Profiling is an outgrowth of a semi-scientific attempt to describe the
statistically likeliest characteristics of a crime suspect. It is fine in narrowing the
focus to a few possiblilities and then gathering evidence to buttress the case. Where the
police erred was in acting without evidencesubjecting a majority of innocent black
males to the humiliation of a police stop. Even when practiced at its highest efficiency,
the greatest number will not be involved in any criminal enterprise and even those who are
will have been seized unconstitutionally.
Racial profiling violates the Fourth Ammendments guarantee
against unreasonable searches and seizures.

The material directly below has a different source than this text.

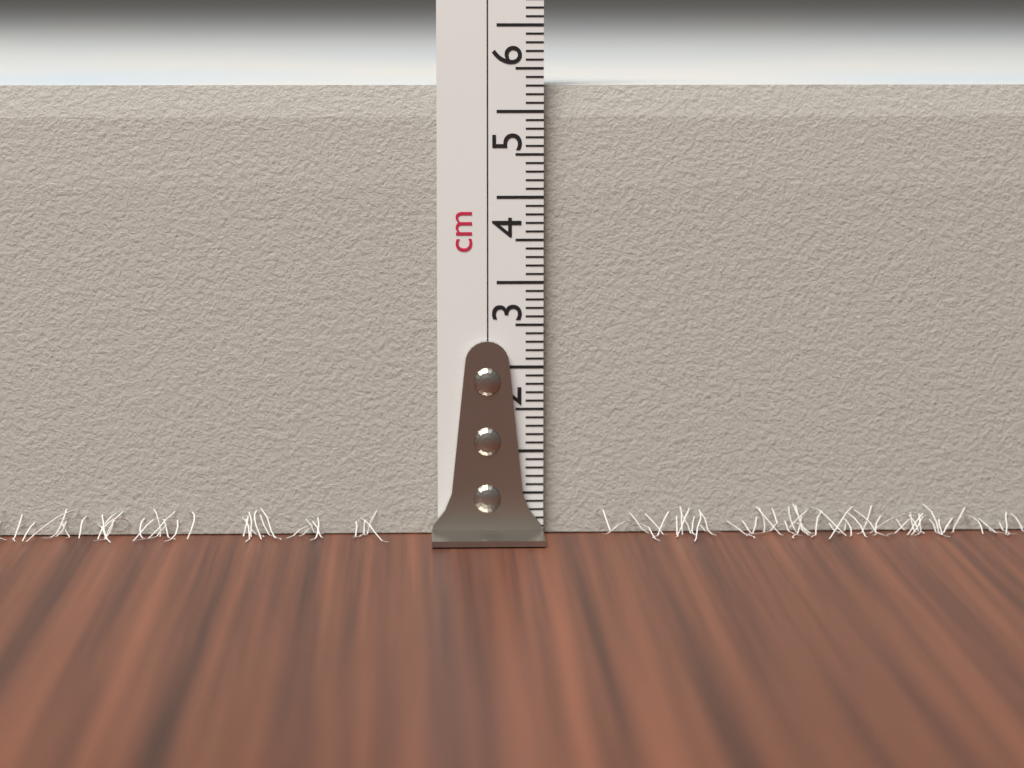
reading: 5.3 cm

The difference between stake-outs, decoys, stings and racial profiling
is that in the former three issues the suspect takes the initiative, commits a crime and
the police respond, while in the latter, the police improperly anticipate a crime and act
pre-emptively. This is illegal.
We need to note that the only area of law enforcement where aggressive,
proactive, undercover operations are still widely tolerated is in drug enforcement,
although the Diallo and Dorismond cases in New York might tempt the black community to
rethink its support.
Violent crime, amazingly, declined sharply in the late 90s,
nationwide. Police executives stepped up to claim the credit. The problem was that
violence ebbed everywhere, whether the chiefs had innovated strategies or dozed. And we
can see that they had abandoned really aggressive tactics anyhow.

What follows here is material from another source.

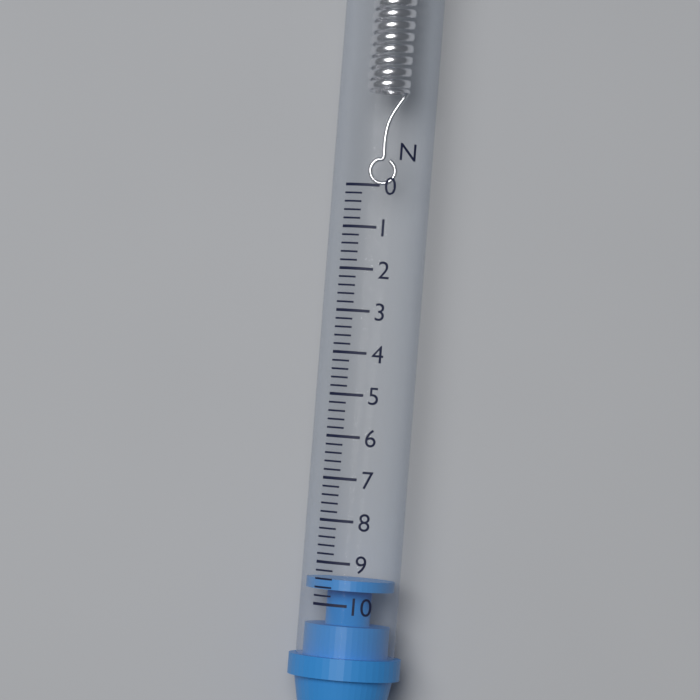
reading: 9.4 N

So how did we wind up with two million prisoners, about half of whom
are black males?
Mostly because of mandated sentences for nonviolent drug offenses. Now
we have an increasingly geriatric prison population, about 600,000 of whom are going to be
released this year.
Behind the crime decline were a burgeoning economy, the peaking of the
crack epidemic in 1985, a decline in at risk births because of Roe v. Wade in
1973 and other forces that may become clearer five or ten years hence. A lot of the
decline is shrouded in mystery, notwithstanding the many attempts to explain it as having
been produced because of the miraculous efforts of many police chiefs.
So racial profiling becomes a grotesque and illegal by-product of
policies intended to demonstrate police aggressiveness at the very moment that such
energies are at their lowest levels.
Well continue to engage in these irrelevant sideshows because we
wont talk about the elephant in the roomracism.